· 1 minute read
Screenshot an HTML element with transparent background
Today I learned that you can capture a screenshot with transparent background using Safari’s Web Inspector. That’s nice because Chrome’s Dev Tools can’t do it. It will always capture it with the background. Sometimes I just want to quickly paste an HTML element into Figma without recreating it. Now I have at least one reason to open Safari from time to time!
A few interesting things to mention:
- If you zoom in, the screenshot is also more high res, which is nice.
- If you select text, the text is also selected in the screenshot. Before you ask: the mouse is not included.
- It only makes a screenshot of whatever is in the bounds of the selected element. If the element has a shadow, the shadow is not in the screenshot. You gotta add some spacing around it if you wanna include the shadow.
- It also includes any absolute positioned child elements, even if they’re not in the bounds of the element.
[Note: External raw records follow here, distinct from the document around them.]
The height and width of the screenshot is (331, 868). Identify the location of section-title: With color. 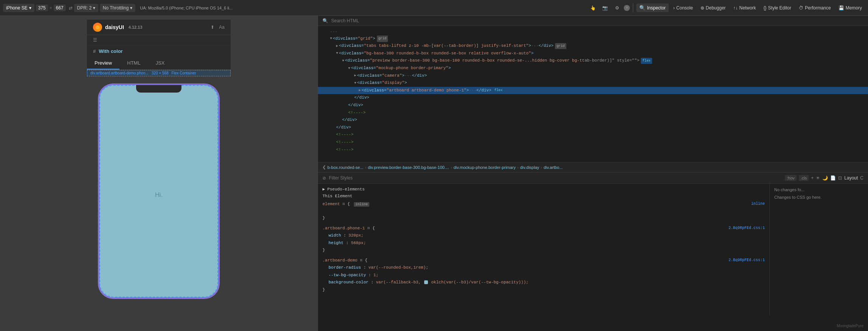
(110, 51).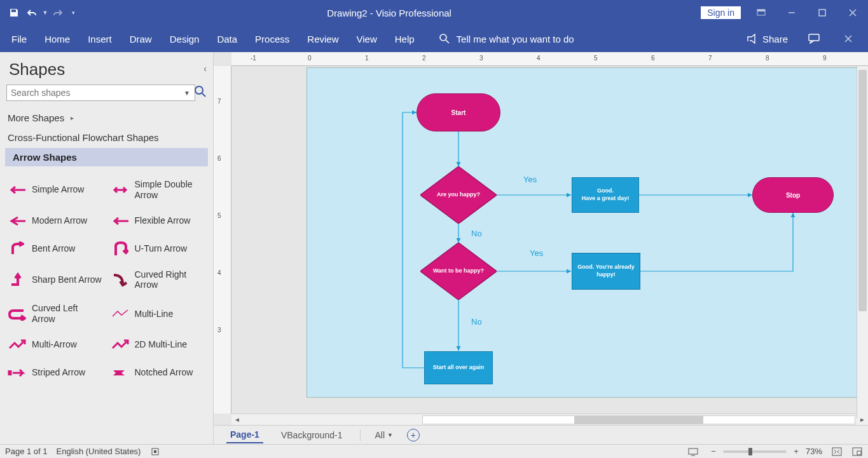 This screenshot has height=458, width=868. I want to click on sharp-bent-arrow-icon, so click(17, 280).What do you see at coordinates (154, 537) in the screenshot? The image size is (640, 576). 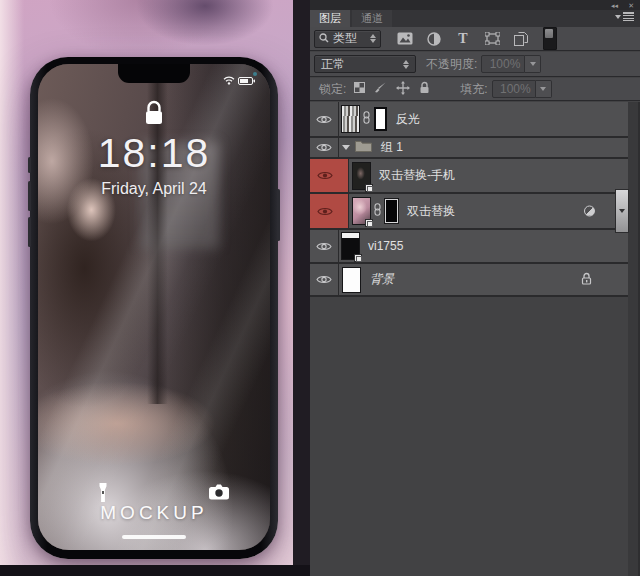 I see `home-indicator` at bounding box center [154, 537].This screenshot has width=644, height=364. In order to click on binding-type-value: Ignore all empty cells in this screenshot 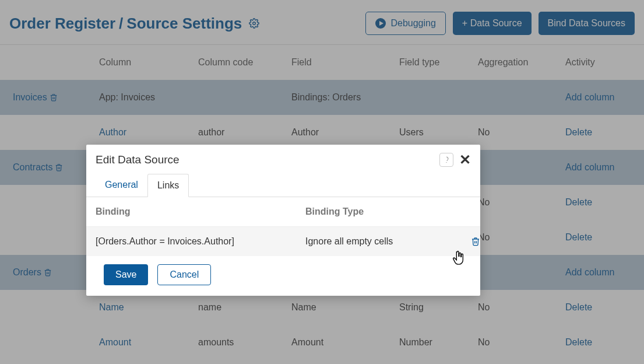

Which makes sense, you’re capturing the node, which also includes its children.
- While the screenshot does not include the background, it does include elements that overlap the bounds of screenshot, even if they’re from a totally different node.
- But it doesn’t include all overlapping elements? It’s a bit difficult to explain, let me demonstrate:
I played around with it, and when I remove the inline-block
from my name, it is in the screenshot. Interesting, but not interesting enough to try to understand it because it’s likely the most useless knowledge out there.